Wild Style (Charlie Ahearn, 1983)

Steve Spence
Updated: 02 September 2016

Summary

Wild Style is a hybrid—it is both a fictional film musical and a documentary. IMDB includes a nice summary:

Legendary New York graffiti artist Lee Quinones plays the part of Zoro, the city's hottest and most elusive graffiti writer. The actual story of the movie concerns the tension between Zoro's passion for his art and his personal life, particularly his strained relationship with fellow artist Rose. But this isn't why one watches Wild Style—this movie is *the* classic hip-hop flick, full of great subway shots, breakdancing, freestyle MCing and rare footage of one of the godfathers of hip-hop, Grandmaster Flash, pulling off an awesome scratch-mix set on a pair of ancient turntables.
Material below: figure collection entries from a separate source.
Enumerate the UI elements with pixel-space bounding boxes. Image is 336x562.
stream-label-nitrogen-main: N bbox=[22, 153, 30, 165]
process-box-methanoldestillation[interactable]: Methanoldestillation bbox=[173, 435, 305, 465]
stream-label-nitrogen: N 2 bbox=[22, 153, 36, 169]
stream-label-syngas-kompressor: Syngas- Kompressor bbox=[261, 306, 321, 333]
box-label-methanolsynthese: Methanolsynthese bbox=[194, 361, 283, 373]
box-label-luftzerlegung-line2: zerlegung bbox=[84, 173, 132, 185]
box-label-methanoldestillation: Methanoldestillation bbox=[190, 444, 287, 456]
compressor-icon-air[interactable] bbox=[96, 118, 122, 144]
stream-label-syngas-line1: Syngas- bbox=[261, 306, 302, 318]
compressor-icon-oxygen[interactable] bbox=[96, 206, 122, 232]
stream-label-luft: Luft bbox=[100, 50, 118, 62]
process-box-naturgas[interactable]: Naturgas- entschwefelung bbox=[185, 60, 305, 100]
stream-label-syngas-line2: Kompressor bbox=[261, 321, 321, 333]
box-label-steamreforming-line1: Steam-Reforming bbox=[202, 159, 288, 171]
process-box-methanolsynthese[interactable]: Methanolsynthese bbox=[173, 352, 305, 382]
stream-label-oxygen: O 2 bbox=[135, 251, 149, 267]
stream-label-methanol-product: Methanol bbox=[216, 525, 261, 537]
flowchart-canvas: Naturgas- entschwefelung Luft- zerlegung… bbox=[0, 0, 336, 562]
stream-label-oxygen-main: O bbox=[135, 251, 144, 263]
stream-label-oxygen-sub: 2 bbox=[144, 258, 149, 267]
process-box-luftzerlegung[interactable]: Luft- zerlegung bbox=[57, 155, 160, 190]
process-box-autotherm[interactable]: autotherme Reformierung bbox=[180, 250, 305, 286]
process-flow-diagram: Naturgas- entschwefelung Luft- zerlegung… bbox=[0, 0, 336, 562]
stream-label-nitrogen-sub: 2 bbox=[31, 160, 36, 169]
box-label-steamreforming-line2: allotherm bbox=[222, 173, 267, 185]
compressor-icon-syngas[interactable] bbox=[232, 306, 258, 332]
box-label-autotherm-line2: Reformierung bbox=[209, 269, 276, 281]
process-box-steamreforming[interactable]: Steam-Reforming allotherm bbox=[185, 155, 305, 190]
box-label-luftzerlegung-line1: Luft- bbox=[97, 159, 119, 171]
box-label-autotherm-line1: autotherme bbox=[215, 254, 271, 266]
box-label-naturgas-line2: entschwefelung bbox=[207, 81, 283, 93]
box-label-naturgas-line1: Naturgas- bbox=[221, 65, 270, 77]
A must-see for anyone interested in hip-hop music and culture.

The 4 Elements

As IMDB's summary suggests, Wild Style is a document of some of hip-hop's earliest and most innovative artists, including masters of all four elements: DJing, MCing, b-boying, and graffiti writing.

DJ Grandmaster Flash, b-boys Rock Steady Crew, and graffiti writer George Quinones

MCs the Cold Crush Brothers and the Rock Steady Crew

Graffiti Writing

The film's protagonist is a graffiti writer named Raymond, who tags as "Zoro." He is played by real-life graffiti writer George Quinones.